Economy
Related: About this forumGet ready, the Wall Street mafia does it again ...
From the movie "The Big Short":
When the dust settled from the collapse, 5 trillion dollars in pension money, real estate value, 401k, savings, and bonds had disappeared.
8 million people lost their jobs, 6 million lost their homes. And that was just in the USA.
...
In 2015, several large banks began selling billions in something called a "bespoke tranche opportunity." Which, according to Bloomberg News, is just another name for a CDO.
http://failedevolution.blogspot.gr/2016/01/wall-street-mafia-does-it-again.html
Human101948
(3,457 posts)no more banksters
(395 posts)Really?
I think only Bernie has the will to regulate the greedy casino.
Human101948
(3,457 posts)It's interesting and even if you disagree you will have more ammo to back up your argument.
no more banksters
(395 posts)It's interesting and indeed I disagree. And maybe I have more ammo like you said. Some key points which I would disagree:
This notion that financial giants felt no pain during the crisis is silly. Lehman imploded. Fannie Mae and Freddie Mac were taken over by the government. Bear, Merrill Lynch, Washington Mutual and Wachovia collapsed into the arms of competitors. Their CEOs all lost their jobs. Their investors all absorbed extraordinary losses. AIGs financial wizards never expected a massive bailout when they decided to insure mortgage bonds; the Fed had never even contemplated assistance for an insurer.
That doesn't mean that the market is not rigged in favor of a few banks. All the financial crises (and the big crash in 1929), are also used by the biggest banks to eliminate competitors.
According to chapter 20 conclusions of the US Financial Crisis Inquiry Commission:
As a result of the rescues and consolidation of financial institutions through failures and mergers during the crisis, the U.S. financial sector is now more concentrated than ever in the hands of a few very large, systemically significant institutions.
Also, the Fed is being accused of giving trillions of black money to the US shadow banking, thanks to the persistence of Bernie Sanders:
http://www.counterpunch.org/2010/12/20/the-tax-payers-tab-a-cool-9-trillion-and-then-some/
Eight million Americans lost their jobs.

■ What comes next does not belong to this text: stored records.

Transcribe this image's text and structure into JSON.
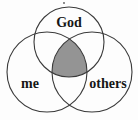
{
  "diagram": {
    "type": "venn-3-circle",
    "background_color": "#fdfdfd",
    "stroke_color": "#3a3a3a",
    "text_color": "#161616",
    "intersection_fill": "#949494",
    "circles": [
      {
        "id": "god",
        "label": "God",
        "cx": 69,
        "cy": 42,
        "r": 35,
        "label_x": 69,
        "label_y": 24,
        "font_size": 14
      },
      {
        "id": "me",
        "label": "me",
        "cx": 47,
        "cy": 72,
        "r": 40,
        "label_x": 30,
        "label_y": 85,
        "font_size": 14
      },
      {
        "id": "others",
        "label": "others",
        "cx": 92,
        "cy": 72,
        "r": 40,
        "label_x": 108,
        "label_y": 85,
        "font_size": 14
      }
    ],
    "shaded_region": {
      "name": "all-three-intersection",
      "fill": "#949494",
      "stroke": "#3a3a3a"
    },
    "speck": {
      "cx": 64,
      "cy": 3,
      "r": 0.9
    }
  }
}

Six million lost their homes. Well, 14 million Americans have gotten new jobs since 2010. The housing market has recovered. And the big banks utterly failed to kill big reform.

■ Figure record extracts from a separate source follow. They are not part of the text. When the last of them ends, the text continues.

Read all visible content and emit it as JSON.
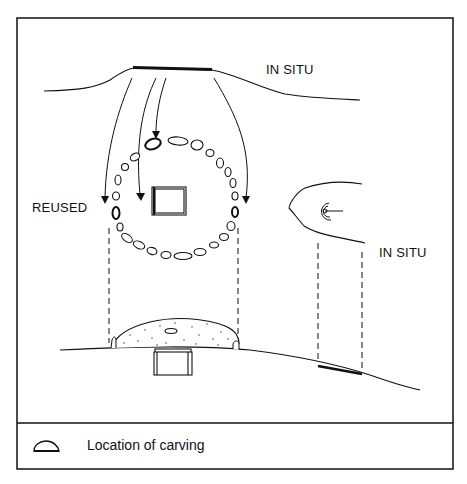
{
  "labels": {
    "top_in_situ": "IN SITU",
    "reused": "REUSED",
    "right_in_situ": "IN SITU"
  },
  "legend": {
    "icon": "carving-location-icon",
    "text": "Location of carving"
  },
  "colors": {
    "line": "#111111",
    "background": "#ffffff"
  }
}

This is a simplified logic. 14 million gotten new jobs since 2010. That doesn't mean anything. Under what conditions, salaries? How many others lost their jobs since then? The housing market recovered. So what? That means that the 6 million who lost their houses in the crisis, took back their homes? We are talking about people here, not just numbers in a computer screen.

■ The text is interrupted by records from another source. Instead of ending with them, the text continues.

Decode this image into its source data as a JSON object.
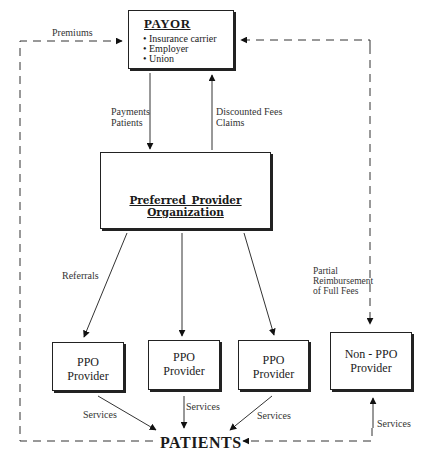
{
  "diagram": {
    "type": "flow",
    "payor": {
      "title": "PAYOR",
      "items": [
        "Insurance carrier",
        "Employer",
        "Union"
      ]
    },
    "ppo": {
      "title": "Preferred Provider Organization"
    },
    "providers": [
      {
        "line1": "PPO",
        "line2": "Provider"
      },
      {
        "line1": "PPO",
        "line2": "Provider"
      },
      {
        "line1": "PPO",
        "line2": "Provider"
      },
      {
        "line1": "Non - PPO",
        "line2": "Provider"
      }
    ],
    "patients": "PATIENTS",
    "edge_labels": {
      "premiums": "Premiums",
      "payments_1": "Payments",
      "payments_2": "Patients",
      "discounted_1": "Discounted Fees",
      "discounted_2": "Claims",
      "referrals": "Referrals",
      "partial_1": "Partial",
      "partial_2": "Reimbursement",
      "partial_3": "of Full Fees",
      "services": "Services"
    },
    "edges": [
      {
        "from": "PATIENTS",
        "to": "PAYOR",
        "label": "Premiums",
        "style": "dashed"
      },
      {
        "from": "PAYOR",
        "to": "Preferred Provider Organization",
        "label": "Payments Patients",
        "style": "solid"
      },
      {
        "from": "Preferred Provider Organization",
        "to": "PAYOR",
        "label": "Discounted Fees Claims",
        "style": "solid"
      },
      {
        "from": "Preferred Provider Organization",
        "to": "PPO Provider 1",
        "label": "Referrals",
        "style": "solid"
      },
      {
        "from": "Preferred Provider Organization",
        "to": "PPO Provider 2",
        "label": "",
        "style": "solid"
      },
      {
        "from": "Preferred Provider Organization",
        "to": "PPO Provider 3",
        "label": "",
        "style": "solid"
      },
      {
        "from": "PAYOR",
        "to": "Non - PPO Provider",
        "label": "Partial Reimbursement of Full Fees",
        "style": "dashed"
      },
      {
        "from": "Non - PPO Provider",
        "to": "PAYOR",
        "label": "",
        "style": "dashed"
      },
      {
        "from": "PPO Provider 1",
        "to": "PATIENTS",
        "label": "Services",
        "style": "solid"
      },
      {
        "from": "PPO Provider 2",
        "to": "PATIENTS",
        "label": "Services",
        "style": "solid"
      },
      {
        "from": "PPO Provider 3",
        "to": "PATIENTS",
        "label": "Services",
        "style": "solid"
      },
      {
        "from": "PATIENTS",
        "to": "Non - PPO Provider",
        "label": "Services",
        "style": "solid"
      },
      {
        "from": "Non - PPO Provider",
        "to": "PATIENTS",
        "label": "",
        "style": "dashed"
      }
    ]
  }
}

McKay told Vox that today, the too-big-to-fail problem is actually worse in some ways, but thats not true. It's actually better in every way. Thanks to tighter regulations and capital requirements for bigger banks, along with a slew of other new rules designed to help government officials wind them down safely if they get into trouble, the so-called too-big-to-fail subsidy has virtually disappeared;
I don't know where does that come from. Personally, I'll bet on McKay's opinion. Lobbyists are more powerful than ever. They have taken every key government position in the US-EU and actually pushing for further deregulation. Just an example:
http://failedevolution.blogspot.gr/2014/07/leaked-banksters-promote-further.html
Furthermore all the TTIP-type agreements, designed by the lobbyists, promote further deregulation in every lever in favor of the big banks and corporations. As we know from leaks, because these are decided behind closed doors in absolute secrecy, this is a key element of all these agreements. So, I'd say that I can't see the thing getting better every day. On the contrary, it's getting worse.
Punx
(446 posts)Orchestrated with the inside help of banking regulators forced Washington Mutual right into its arms. If you can't buy it fair and square, create a crisis and pick it up cheap. What Chase did was criminal but that should come as no surprise here.